SAVE HENDY WOODS! State Senator Noreen Evans has gotten the California Department of Parks and Recreation to convene public workshops across the state to find local partners to help keep parks open. DPR will present a “How To” explanation for all parties interested in forming partnerships for operating a state park. The workshops in our region will be held as follows: February 23 – Fort Bragg: 9:30 a.m. to 2 p.m., at the CV Starr Community Center, 300 South Lincoln Street, Conference Room 3. February 24 – Santa Rosa: 9:30 a.m. to 2 p.m., Julliard Park, Church of One Tree Community Center, 492 Sonoma Avenue. These workshops will concentrate on the process for entering into partnership agreements for keeping parks open and will not be taking testimony on why certain parks were chosen for closure. If you are interested in receiving future updates on the status of state park closures.
JOHN LEWALLEN, independent candidate for US Congress in California’s new Northcoast Second Congressional District, cordially invites the public to his formal Declaration of Candidacy on Thursday, February 23, at 1pm, at the Mendocino County Elections Department on Low Gap Road in Ukiah. Lewallen, 69, a long-time resident of the Anderson Valley, lives in Philo. He owns and operates the Mendocino Sea Vegetable Company with his wife, Barbara. Lewallen is campaigning to support local livelihoods and a healthy environment, promises to promote public health and to "end suicidal military spending, and end the prohibition of cannabis to develop a world-class cannabis products industry." For more information, visit the website www.johnlewallenforcongress.org.
NCRA, the little train that couldn't, thought they had assemblymember Wes Chesbro lined up to introduce legislation to allocate $500k a year from state transportation funds. All Chesbro needed was a few letters to show local support for the request. NCRA asked the Mendocino Council of Governments (MCOG), the local transportation funding agency, for support, at which point both Phil Dow, MCOG's Executive Director, and Bruce Richard, the Mendocino Transit Agency's Executive Director, rushed to the funding barricades in opposition. Both Dow and Richard have made careers, and built their agencies, by sucking up as much taxpayer cash as they could lay their grasping hands on, but nothing concerns a state-funded bureaucrat than the thought that some other agency is trying to muscle in on their cash stream. Dow and Richard raised so much fuss about rail money going anywhere but to Richard's ghost buses that Ruth Valenzuela, Chesbro's local rep, told the MCOG board that Chesbro was no longer going to introduce the subsidy legislation requested by NCRA. It gets worse…
MTA WAS JUST AWARDED $2.5 million to buy four brand new 39-seat buses — a bus for for every rider! MTA is famous for running big, empty buses all around the County (and little crowded ones on the Ukiah-Boonville-Gualala route) and now he'll have four new buses running around empty. The existing buses don't run on a schedule that could be used by working people (or much of anyone else, for that matter). MTA also runs a cab service, "Dial-a-Ride," in Ukiah and Fort Bragg, at a taxpayer subsidized cost of $15-$20 per passenger. Because the point of MTA is to secure government funded jobs for people like Richard rather than providing actual service to the public, MTA's Dial-a-Ride customers are often forced to wait an hour or more for a ride. By contrast Hey Taxi!, a private company based in Ukiah, offers rides in the Ukiah area for about $5 a pop, operates nights and weekends, and does so without any government subsidy. If MTA hired Hey Taxi! to provide the Dial-a-Ride services, they could do the job better and cheaper and provide better service to the passengers. MTA could still skim $5 a ride off the top to keep Richard employed doing whatever he does all day long.
Here’s MTA honcho Bruce Richard
With a shovel in his back yard
He’s going solar!
A big green high roller
But he looks more like a retired bank guard.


| What is being asked |
Reproduce every record precisely, leaving no line out.

| Source records |
━━━━━━━━━━━━━━━━

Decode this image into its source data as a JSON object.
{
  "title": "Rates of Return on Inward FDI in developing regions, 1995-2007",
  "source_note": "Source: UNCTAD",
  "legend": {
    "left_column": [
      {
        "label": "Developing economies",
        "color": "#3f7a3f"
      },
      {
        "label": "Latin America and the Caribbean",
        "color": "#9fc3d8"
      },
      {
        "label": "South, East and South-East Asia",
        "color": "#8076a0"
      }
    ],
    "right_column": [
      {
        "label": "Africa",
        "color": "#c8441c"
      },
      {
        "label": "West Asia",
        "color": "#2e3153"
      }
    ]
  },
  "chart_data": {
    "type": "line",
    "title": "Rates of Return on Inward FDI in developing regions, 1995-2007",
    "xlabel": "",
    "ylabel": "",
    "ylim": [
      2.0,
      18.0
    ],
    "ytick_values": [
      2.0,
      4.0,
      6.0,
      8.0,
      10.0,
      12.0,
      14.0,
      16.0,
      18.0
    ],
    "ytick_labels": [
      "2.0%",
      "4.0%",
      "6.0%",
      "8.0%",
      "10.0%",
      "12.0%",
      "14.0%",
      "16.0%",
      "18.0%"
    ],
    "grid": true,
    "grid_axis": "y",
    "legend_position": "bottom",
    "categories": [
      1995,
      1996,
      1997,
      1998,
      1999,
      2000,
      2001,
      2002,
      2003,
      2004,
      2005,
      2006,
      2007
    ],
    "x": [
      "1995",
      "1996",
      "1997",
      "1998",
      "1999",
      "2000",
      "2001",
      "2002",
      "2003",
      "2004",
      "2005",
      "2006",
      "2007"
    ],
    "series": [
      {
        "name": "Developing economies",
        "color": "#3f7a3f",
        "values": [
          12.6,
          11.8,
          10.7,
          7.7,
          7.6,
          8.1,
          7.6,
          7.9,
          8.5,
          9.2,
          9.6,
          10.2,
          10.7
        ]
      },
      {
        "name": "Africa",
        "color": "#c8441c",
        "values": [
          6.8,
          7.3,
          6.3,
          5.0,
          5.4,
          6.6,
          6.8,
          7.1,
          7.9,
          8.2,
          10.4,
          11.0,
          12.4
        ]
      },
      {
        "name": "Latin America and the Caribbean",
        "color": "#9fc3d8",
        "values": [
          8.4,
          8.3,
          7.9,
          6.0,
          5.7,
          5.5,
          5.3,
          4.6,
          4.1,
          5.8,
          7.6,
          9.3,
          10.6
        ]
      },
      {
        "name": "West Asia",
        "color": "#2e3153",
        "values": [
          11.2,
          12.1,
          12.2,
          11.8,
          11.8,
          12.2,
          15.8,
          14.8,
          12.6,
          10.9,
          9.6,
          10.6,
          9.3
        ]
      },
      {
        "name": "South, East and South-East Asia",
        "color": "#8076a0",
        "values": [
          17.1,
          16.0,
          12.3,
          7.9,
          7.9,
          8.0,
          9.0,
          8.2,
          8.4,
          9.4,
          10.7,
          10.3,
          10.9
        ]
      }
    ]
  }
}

━━━━━━━━━━━━━━━━

| Solution to the exercise |
Decode this image into its source data as a JSON object.
{
  "title": "Rates of Return on Inward FDI in developing regions, 1995-2007",
  "source_note": "Source: UNCTAD",
  "legend": {
    "left_column": [
      {
        "label": "Developing economies",
        "color": "#3f7a3f"
      },
      {
        "label": "Latin America and the Caribbean",
        "color": "#9fc3d8"
      },
      {
        "label": "South, East and South-East Asia",
        "color": "#8076a0"
      }
    ],
    "right_column": [
      {
        "label": "Africa",
        "color": "#c8441c"
      },
      {
        "label": "West Asia",
        "color": "#2e3153"
      }
    ]
  },
  "chart_data": {
    "type": "line",
    "title": "Rates of Return on Inward FDI in developing regions, 1995-2007",
    "xlabel": "",
    "ylabel": "",
    "ylim": [
      2.0,
      18.0
    ],
    "ytick_values": [
      2.0,
      4.0,
      6.0,
      8.0,
      10.0,
      12.0,
      14.0,
      16.0,
      18.0
    ],
    "ytick_labels": [
      "2.0%",
      "4.0%",
      "6.0%",
      "8.0%",
      "10.0%",
      "12.0%",
      "14.0%",
      "16.0%",
      "18.0%"
    ],
    "grid": true,
    "grid_axis": "y",
    "legend_position": "bottom",
    "categories": [
      1995,
      1996,
      1997,
      1998,
      1999,
      2000,
      2001,
      2002,
      2003,
      2004,
      2005,
      2006,
      2007
    ],
    "x": [
      "1995",
      "1996",
      "1997",
      "1998",
      "1999",
      "2000",
      "2001",
      "2002",
      "2003",
      "2004",
      "2005",
      "2006",
      "2007"
    ],
    "series": [
      {
        "name": "Developing economies",
        "color": "#3f7a3f",
        "values": [
          12.6,
          11.8,
          10.7,
          7.7,
          7.6,
          8.1,
          7.6,
          7.9,
          8.5,
          9.2,
          9.6,
          10.2,
          10.7
        ]
      },
      {
        "name": "Africa",
        "color": "#c8441c",
        "values": [
          6.8,
          7.3,
          6.3,
          5.0,
          5.4,
          6.6,
          6.8,
          7.1,
          7.9,
          8.2,
          10.4,
          11.0,
          12.4
        ]
      },
      {
        "name": "Latin America and the Caribbean",
        "color": "#9fc3d8",
        "values": [
          8.4,
          8.3,
          7.9,
          6.0,
          5.7,
          5.5,
          5.3,
          4.6,
          4.1,
          5.8,
          7.6,
          9.3,
          10.6
        ]
      },
      {
        "name": "West Asia",
        "color": "#2e3153",
        "values": [
          11.2,
          12.1,
          12.2,
          11.8,
          11.8,
          12.2,
          15.8,
          14.8,
          12.6,
          10.9,
          9.6,
          10.6,
          9.3
        ]
      },
      {
        "name": "South, East and South-East Asia",
        "color": "#8076a0",
        "values": [
          17.1,
          16.0,
          12.3,
          7.9,
          7.9,
          8.0,
          9.0,
          8.2,
          8.4,
          9.4,
          10.7,
          10.3,
          10.9
        ]
      }
    ]
  }
}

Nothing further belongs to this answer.